(smow) blog compact Milan 2014 Special: Sarah Böttger & Hanna Emelie Ernsting at Salone Satellite

Milan is awash with churches.

Milan is awash with monasteries.

Basilica. Friaries. And other suitable locations for submitting penitence.

We go to Salone Satellite.

Last year you may remember we had to apologise to Karolin Fesser for our failure to publish a post on the from Karolin co-curated Objects for the neighbour exhibition. Not that we were obliged to publish anything on the exhibition; it was just so good it deserved one and we were negligent in not doing such.

This year it was Sarah Böttger to whom we expressed our contrition.

During Cologne Design Week 2014 we bumped into Sarah in the cellar of the Boffi flagship store during the Young Perspectives showcase, and after exchanging pleasantries preceded to take a series of really, really bad photos of her Woodware storage box project.

We refuse to accept the full blame, the Boffi cellar is not the best photo location in Cologne. Nor was the placing of Woodware by the curators the most advantageous. That said our photos really, really didn’t do Woodware any justice.

And that was negligent of us.

In Milan Sarah Böttger was sharing a Salone Satellite stand with Frankfurt based, HfG Karlsruhe graduate Hanna Emelie Ernsting, a designer whose Petstools project we’ve also nearly managed to kill in a succession of photo disasters for both these pages and other projects.

Cue more apologies.

Undeterred we did of course take photos of their joint stand.

A joint stand that included a first joint project: the carpet series Dune.

Inspired by the rounded, serene forms found on calm, sandy beaches the Dune carpets are woven from loden – a wool based fabric traditionally used for blankets and overcoats in the Germanophone Alps and a material which is characterised by extreme durability and a very welcoming, soft, surface. Just what one wants from a carpet: and an extremely pleasing project.
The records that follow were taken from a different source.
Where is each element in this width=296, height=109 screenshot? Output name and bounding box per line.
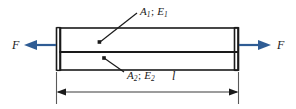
lower-layer-label: A2; E2 xyxy=(127,70,155,83)
lower-layer-rect xyxy=(60,52,238,70)
upper-layer-separator: ; xyxy=(150,5,154,17)
length-dimension-line xyxy=(57,89,239,96)
lower-layer-area-symbol: A xyxy=(127,69,134,81)
dimension-arrow-right-icon xyxy=(229,89,239,96)
upper-layer-modulus-symbol: E xyxy=(157,5,164,17)
lower-layer-separator: ; xyxy=(137,69,141,81)
composite-bar-diagram: A1; E1 A2; E2 F F l xyxy=(0,0,296,109)
force-arrow-right xyxy=(239,40,271,50)
force-arrow-right-head xyxy=(258,40,271,50)
upper-layer-rect xyxy=(60,28,238,52)
dimension-arrow-left-icon xyxy=(57,89,67,96)
force-label-right: F xyxy=(277,39,284,51)
length-label: l xyxy=(172,70,175,82)
upper-layer-label: A1; E1 xyxy=(140,6,168,19)
lower-layer-modulus-symbol: E xyxy=(144,69,151,81)
force-arrow-left-head xyxy=(24,40,37,50)
leader-dot-lower-icon xyxy=(102,56,106,60)
leader-dot-upper-icon xyxy=(98,40,102,44)
force-arrow-left xyxy=(24,40,56,50)
upper-layer-modulus-subscript: 1 xyxy=(164,10,168,19)
upper-layer-area-symbol: A xyxy=(140,5,147,17)
force-label-left: F xyxy=(12,39,19,51)
lower-layer-modulus-subscript: 2 xyxy=(151,74,155,83)
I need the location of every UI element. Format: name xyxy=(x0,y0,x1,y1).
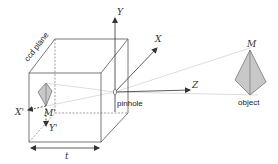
pinhole-camera-diagram: Y Z X pinhole ccd plane M object M' X' Y… xyxy=(0,0,278,164)
light-rays xyxy=(46,48,258,106)
z-axis-label: Z xyxy=(191,80,199,90)
object-point-m-label: M xyxy=(246,39,257,49)
x-axis-label: X xyxy=(154,34,162,44)
z-axis xyxy=(115,90,190,92)
pinhole-label: pinhole xyxy=(117,99,143,108)
y-prime-label: Y' xyxy=(49,123,57,133)
pinhole-icon xyxy=(114,89,117,95)
object-shape xyxy=(235,50,266,95)
y-axis-label: Y xyxy=(117,7,124,17)
object-label: object xyxy=(238,98,260,107)
focal-length-label: t xyxy=(65,151,69,161)
image-shape xyxy=(38,83,52,106)
ccd-plane-label: ccd plane xyxy=(22,30,51,63)
x-prime-label: X' xyxy=(14,107,24,117)
image-point-m-label: M' xyxy=(43,108,56,118)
Solo, Sarah Böttger was presenting Woodware and Woodware’s bigger cousin, the side table Cache. Essentially a related wooden storage concept, just in a much larger form, and for us the more logical realisation of the idea as Cache’s size makes them unavoidable and somehow more practical, easier to integrate into and justify in a space. In addition Sarah Böttger also presented the turned ash doorstop… Doorstop, a project that we first saw at the aforementioned Object for the neighbours exhibition and an object which for us still retains all the naive, innocent charm from then; and the seat-cum-step Peak, a deceptively simple and beautifully crafted object which impressed with its self-confidence.
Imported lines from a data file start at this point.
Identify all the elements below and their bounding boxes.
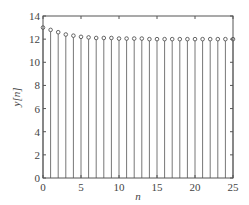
stem-marker [117,37,121,41]
y-tick-label: 14 [29,10,41,22]
y-tick-label: 4 [35,126,41,138]
stem-marker [72,34,76,38]
stem-marker [193,37,197,41]
stem-marker [102,36,106,40]
stem-marker [87,36,91,40]
y-tick-label: 12 [29,33,40,45]
stem-marker [163,37,167,41]
stem-marker [216,37,220,41]
y-tick-label: 8 [35,79,41,91]
stem-marker [148,37,152,41]
stem-marker [64,33,68,37]
stem-marker [140,37,144,41]
stem-marker [56,30,60,34]
x-tick-label: 10 [114,181,126,193]
stem-marker [110,36,114,40]
stem-marker [201,37,205,41]
stem-series [41,26,235,178]
y-tick-label: 6 [35,103,41,115]
stem-marker [155,37,159,41]
x-tick-label: 0 [40,181,46,193]
stem-marker [170,37,174,41]
stem-marker [79,35,83,39]
stem-marker [178,37,182,41]
x-tick-label: 25 [228,181,240,193]
y-axis-label: y[n] [10,88,22,108]
stem-marker [224,37,228,41]
x-tick-label: 15 [152,181,164,193]
y-tick-label: 2 [35,149,41,161]
stem-marker [186,37,190,41]
stem-marker [49,28,53,32]
x-tick-label: 20 [190,181,202,193]
x-axis-label: n [135,190,141,202]
x-axis: 0510152025 [40,16,239,193]
stem-marker [208,37,212,41]
stem-marker [94,36,98,40]
stem-marker [132,37,136,41]
y-tick-label: 10 [29,56,41,68]
stem-marker [125,37,129,41]
stem-plot: 02468101214 0510152025 n y[n] [0,0,249,205]
x-tick-label: 5 [78,181,84,193]
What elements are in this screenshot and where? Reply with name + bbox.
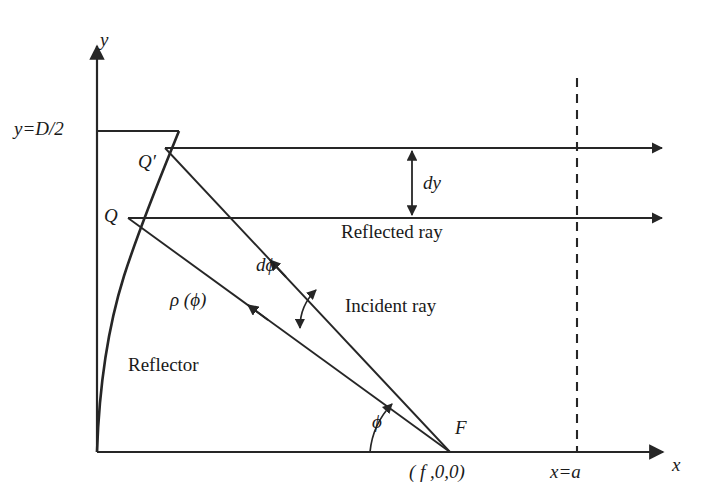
reflected-ray-label: Reflected ray [341,222,443,241]
figure-canvas: y x y=D/2 Q′ Q F ( f ,0,0) x=a ρ (ϕ) dϕ … [0,0,701,502]
aperture-height-label: y=D/2 [14,119,64,138]
dy-label: dy [423,173,441,192]
aperture-plane-label: x=a [550,462,581,481]
point-f-label: F [455,418,467,437]
phi-label: ϕ [372,412,382,431]
d-phi-label: dϕ [256,255,275,274]
rho-phi-label: ρ (ϕ) [170,290,206,309]
y-axis-label: y [100,30,108,49]
x-axis-label: x [672,455,680,474]
incident-ray-label: Incident ray [345,296,436,315]
reflector-label: Reflector [128,355,199,374]
incident-ray-lower-arrow [248,305,268,320]
reflector-curve [97,131,179,452]
point-q-label: Q [104,206,118,225]
incident-ray-lower [128,218,450,452]
focus-coordinates-label: ( f ,0,0) [409,462,465,481]
point-q-prime-label: Q′ [138,152,156,171]
diagram-svg [0,0,701,502]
Hanna Emelie Ernsting meanwhile presented Petstools and Red Riding Hood, two projects which delightfully illustrate her ongoing research into what we’re going to term “living textiles”. The 2013 Petstools projects is a series of stools in animal form which can either be used as stools or footstools, but into which you can also sink your feet, or as we wrote last year “…the beauty of the dumb companions comes when you allow your feet to sink into the soft material. The effect is just as if a household pet, or a partner, is gently massaging your feet after a hard day in the uncaring world.” Complimenting the Petstools collection, and providing more protection from the uncaring world, is and was the armchair Red Riding Hood – essentially an armchair with a cape – and a project that impressed and impresses us more than most of Hanna’s previous projects involving furniture that engulfs one, not least because optically it is a very unobtrusive, easily accessible yet thoroughly absorbing object. Or put another way, we can well imagine it looking as if it belongs in any given living room. Something which isn’t always the case with experimental furniture design.